Almost exactly one year ago, What They Think published an article titled "What AI Means for Your Future Workforce." It opened like this:

While tremendously useful for things like churning out certain types of marketing copy, analyzing customer data, and writing code, Gen AI is also deeply impacting the future workforce by churning out impatient, superficial thinkers. AI enables students to breeze through tasks that once required deep reading, analysis, and revision, all without learning a thing.

Today, all of the lessons of that article are showing up in hiring surveys. The Hirevue Early Careers Hiring Global Benchmark Report, released in 2026, for example, synthesizes data from the Institute of Student Employers (UK), the National Association of Colleges and Employers (US), and the Australian Association of Graduate Employers. The picture it paints is one of employers scrambling to adjust hiring practices because traditional proxies for competence—degrees, transcripts, resumes—no longer tell them anything about what candidates can actually do.

The Cheating Problem

In the UK, 61% of employers report that candidates are using AI during interviews without disclosure. That number isn’t surprising when you consider that 79% of Australian higher education and supplier sectors believe students are using GenAI significantly in their recruitment efforts. The report notes that suspected cheating in assessments has more than doubled, from 7% to 15% of employers who “frequently” encounter it.

The response from employers? Seventy-nine percent of UK employers are now “either redesigning or reviewing their recruitment processes because of AI developments.” A hiring “arms race” of sorts. In Australia, 15% of employers have adjusted their application or selection processes in response to candidate GenAI use, a jump from just 2% the previous year.

But employers aren’t just worried about cheating. They’re worried because they’ve lost faith in the traditional signals that were supposed to tell them who was competent.

The Death of Credentials

For years, a degree was the answer. In the UK, for example, a 2:1 (upperclass honors degree) from a decent university meant something. Today? UK employers have slashed the requirement for a 2:1 degree from 71% of organizations in 2014 to 47% today. In the US, while 79% of entry-level jobs still technically require a bachelor's degree, employers are de-emphasizing GPA as a screening tool. They’ve realized that when every student has access to ChatGPT, a transcript tells you nothing about what that person can actually think.

The report itself acknowledges this directly. According to Dr. Mike Hudy, Chief Science Officer at Hirevue: “Traditional proxies like résumés summarizing past experiences hold minimal predictive power, as candidates often lack a substantive professional history to review.”

What he’s really saying: We can’t trust anything you’ve told us about yourself because we have no way to verify it was actually you who did the work.

The Skills Gap That AI Created

So what are employers now desperately looking for? Communication, teamwork, and critical thinking. These—deep reading, analysis, complex problem-solving, and the ability to think through something without immediately outsourcing it to a machine—are the very skills that AI is eroding.

Employers have been forced to adopt skills-based hiring because credentials stopped meaning anything. McKinsey research cited in the report found that skills-based hiring is five times more predictive of job performance than hiring for education. That’s not because skills-based hiring suddenly became better. It’s because education became useless as a signal.

Seventy percent of US employers now report using skills-based hiring practices. They're not doing it because they love skills assessments. They're doing it because they have no other choice. A resume could be AI-generated. A transcript could represent work done by ChatGPT. The only thing left to assess is what someone can actually do in real time, under observation.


■ **WORK ORDER**:
Keep the images out while you retype all of the data exactly.

■ **RECORDED INFORMATION**:
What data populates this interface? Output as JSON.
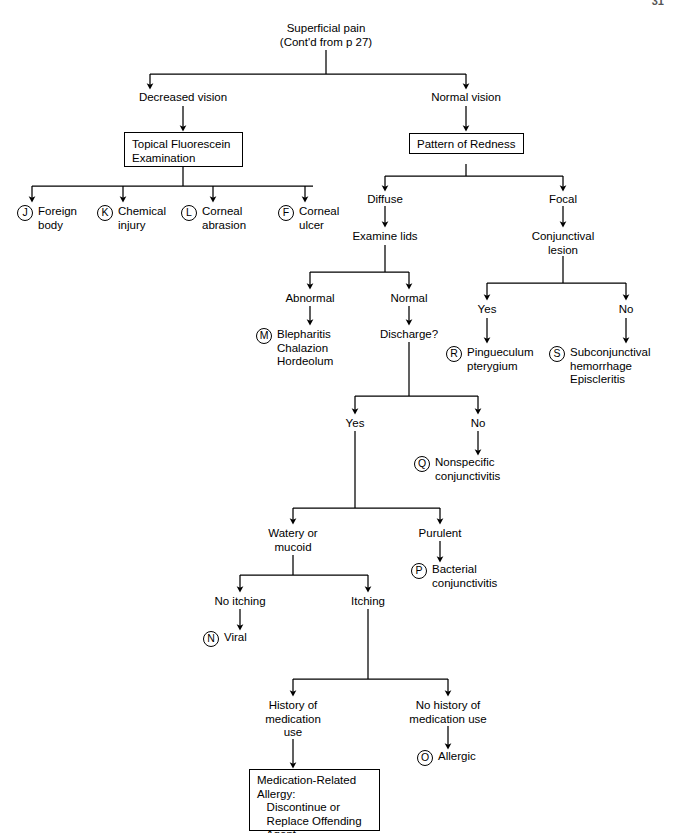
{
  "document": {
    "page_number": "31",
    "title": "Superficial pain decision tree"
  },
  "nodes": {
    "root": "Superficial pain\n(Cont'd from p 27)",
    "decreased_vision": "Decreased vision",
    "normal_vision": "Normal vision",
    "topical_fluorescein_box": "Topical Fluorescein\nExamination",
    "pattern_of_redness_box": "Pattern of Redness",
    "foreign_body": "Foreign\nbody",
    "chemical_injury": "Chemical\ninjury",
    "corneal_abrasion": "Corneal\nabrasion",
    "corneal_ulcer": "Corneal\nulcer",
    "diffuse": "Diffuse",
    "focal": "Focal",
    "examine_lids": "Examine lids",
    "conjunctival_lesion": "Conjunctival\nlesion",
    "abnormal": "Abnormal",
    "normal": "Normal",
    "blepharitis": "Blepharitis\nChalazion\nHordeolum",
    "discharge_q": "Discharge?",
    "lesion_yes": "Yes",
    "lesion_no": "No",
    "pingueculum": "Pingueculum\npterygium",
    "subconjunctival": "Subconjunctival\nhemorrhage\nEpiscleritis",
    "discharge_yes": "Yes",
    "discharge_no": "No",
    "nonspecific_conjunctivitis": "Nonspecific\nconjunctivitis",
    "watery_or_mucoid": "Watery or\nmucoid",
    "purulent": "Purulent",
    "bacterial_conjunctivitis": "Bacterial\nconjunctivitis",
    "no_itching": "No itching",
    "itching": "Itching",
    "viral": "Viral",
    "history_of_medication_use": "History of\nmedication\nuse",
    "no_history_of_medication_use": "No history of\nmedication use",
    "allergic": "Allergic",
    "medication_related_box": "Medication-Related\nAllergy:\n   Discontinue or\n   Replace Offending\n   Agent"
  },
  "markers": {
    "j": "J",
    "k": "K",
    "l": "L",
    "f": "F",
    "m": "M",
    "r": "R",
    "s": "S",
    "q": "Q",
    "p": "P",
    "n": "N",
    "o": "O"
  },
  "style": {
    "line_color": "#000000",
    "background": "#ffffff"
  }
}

■ **SOLUTION TO THIS TASK**:
What data populates this interface? Output as JSON.
{
  "document": {
    "page_number": "31",
    "title": "Superficial pain decision tree"
  },
  "nodes": {
    "root": "Superficial pain\n(Cont'd from p 27)",
    "decreased_vision": "Decreased vision",
    "normal_vision": "Normal vision",
    "topical_fluorescein_box": "Topical Fluorescein\nExamination",
    "pattern_of_redness_box": "Pattern of Redness",
    "foreign_body": "Foreign\nbody",
    "chemical_injury": "Chemical\ninjury",
    "corneal_abrasion": "Corneal\nabrasion",
    "corneal_ulcer": "Corneal\nulcer",
    "diffuse": "Diffuse",
    "focal": "Focal",
    "examine_lids": "Examine lids",
    "conjunctival_lesion": "Conjunctival\nlesion",
    "abnormal": "Abnormal",
    "normal": "Normal",
    "blepharitis": "Blepharitis\nChalazion\nHordeolum",
    "discharge_q": "Discharge?",
    "lesion_yes": "Yes",
    "lesion_no": "No",
    "pingueculum": "Pingueculum\npterygium",
    "subconjunctival": "Subconjunctival\nhemorrhage\nEpiscleritis",
    "discharge_yes": "Yes",
    "discharge_no": "No",
    "nonspecific_conjunctivitis": "Nonspecific\nconjunctivitis",
    "watery_or_mucoid": "Watery or\nmucoid",
    "purulent": "Purulent",
    "bacterial_conjunctivitis": "Bacterial\nconjunctivitis",
    "no_itching": "No itching",
    "itching": "Itching",
    "viral": "Viral",
    "history_of_medication_use": "History of\nmedication\nuse",
    "no_history_of_medication_use": "No history of\nmedication use",
    "allergic": "Allergic",
    "medication_related_box": "Medication-Related\nAllergy:\n   Discontinue or\n   Replace Offending\n   Agent"
  },
  "markers": {
    "j": "J",
    "k": "K",
    "l": "L",
    "f": "F",
    "m": "M",
    "r": "R",
    "s": "S",
    "q": "Q",
    "p": "P",
    "n": "N",
    "o": "O"
  },
  "style": {
    "line_color": "#000000",
    "background": "#ffffff"
  }
}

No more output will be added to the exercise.